The Ellesmere Chaucer Portrait: A Fifteenth-Century Photoshop Disaster


Those of you who obsessively follow all the links I post in my blog’s sidebar are by now longtime fans of the site Photoshop Disasters, a blog dedicated to tracking down and mocking egregious photoshop-based fail. But for those of you who ignore my erudite elseblog recommendations, it’s Photoshop Disasters’ job to catch people in the act of doing things like covering up for Christopher Lambert’s tragic inability to grasp solid objects by using Photoshop to paste a sword on top of his hand for the DVD case art of that not-as-horrible-as-the-other-sequels-but-still-pretty-horrible Highlander sequel of a few years back. Like so:


It might come as some surprise to fans of Photoshop Disasters to learn that people have been failing at Photoshop since long before Photoshop was invented. Take the image at the top of this blog post. That’s the famous portrait of Chaucer from the Ellesmere manuscript of the Canterbury Tales. Now take a closer look, in particular, at the proportions of torso to horse. Here’s a handy ghost-torso to make it easier:


The illuminator of the Ellesmere manuscript inadvertently gives the impression that Chaucer was either 1) a freakish giant with a torso nearly as tall as a horse, or 2) a midget with stumpy legs that rode around on similarly stumpy ponies.*

Now, given that medieval artists are not known for their skill at perspective and proportion, you might be tempted to think that this is just a bad artist who doesn’t know how big horses are.*** But, actually, the problem is that the artist doing a bad copy and paste job from another famous image found in Thomas Hoccleve’s Regiment of Princes:


Hoccleve was a poet who wrote in the wake of Chaucer and who styled himself as one of Chaucer’s students and poetic successors. Whether he actually knew Chaucer or not is a subject of some debate, but nonetheless Hoccleve claims to have known Chaucer well enough that, writing several years after Chaucer’s death, he was starting to worry that people would forget what Chaucer looked like in life.
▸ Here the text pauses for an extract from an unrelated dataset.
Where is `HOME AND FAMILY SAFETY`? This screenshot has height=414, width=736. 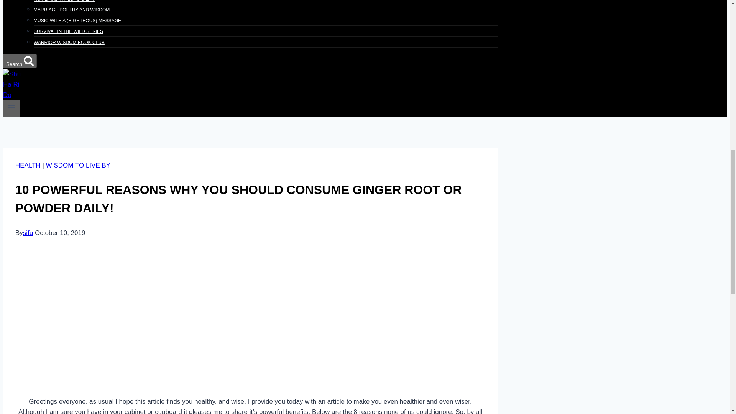 HOME AND FAMILY SAFETY is located at coordinates (64, 3).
To remedy this, he commissioned a portrait of his “worthy master” and had it placed in the margin of a manuscript of his poem. When the Ellesmere illuminator went looking for visual references for his portrait of Chaucer, he seems to have found Hoccleve’s version and decided to base his image on it. Here are the two images, side by side, with Hoccleve’s portrait mirror-imaged:


The problem with the Ellesmere illuminator’s plans is clearly that the original image was a 3/4 portrait, and at some point in the planning of the Ellesmere manuscript it had been decided that all the pilgrims, Chaucer included, would be depicted on horseback in the margin of their respective tales.**** So it fell to the illuminator to sketch a horse in underneath the famous picture. The result is poor compositing, fifteenth-century style. Though, to give credit where it’s due, turning the rosary in the Hoccleve Chaucer’s portrait into the reins of the horse in the Ellesmere is pretty inspired.
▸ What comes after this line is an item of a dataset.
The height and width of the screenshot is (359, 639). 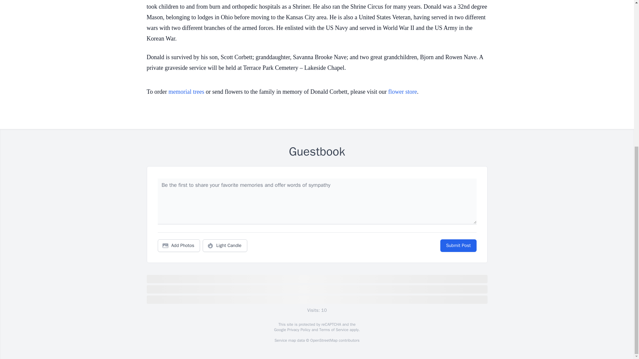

Now, one corollary of this botched medieval photoshopping is that the Ellesmere manuscript has got to be later than Hoccleve’s Regiment of Princes (circa 1411 or so, last I heard). So those of you trying to push Ellesmere back to 1405 or so need to lay off. Yes, it’s a pretty manuscript, but pretty does not authority make. Though, I suppose if you wanted to, you could argue that Hoccleve’s artist swiped from Ellesmere (especially since lots of people don’t believe Hoccleve knew Chaucer), but if that is the case then we really have to wonder why the Ellesmere artist went with Chaucer the overweight stumpy midget in the first place, and why Hoccleve’s artist knew enough to fix it.*****

*Paul Bettany, who played Chaucer in the tragically under-appreciated A Knight’s Tale, seems to subscribe to the second theory. In preparation for the role he was given a selection of Chaucer paraphernalia that included the Ellesmere portrait, causing him to remark on the commentary track to the effect that “Chaucer was apparently some sort of overweight dwarf. I decided to go another way with the character, but I think you can see the inner dwarf shining through.”**
**I’ll get the exact quote later.
***And it must be noted that several of the other Ellesmere portraits have too-large people atop them, but none so disproportionate as Chaucer.
****This, in itself, is an odd choice, since not all the pilgrims appear to ride horses in General Prologue. It would certainly be weird for some of the poorer pilgrims to be mounted.
*****One final note. For the record, this whole composting thing is not my personal discovery or anything. I first learned of it in a class taught by Derek Pearsall. That it’s essentially a case of bad photoshop, that’s my only contribution.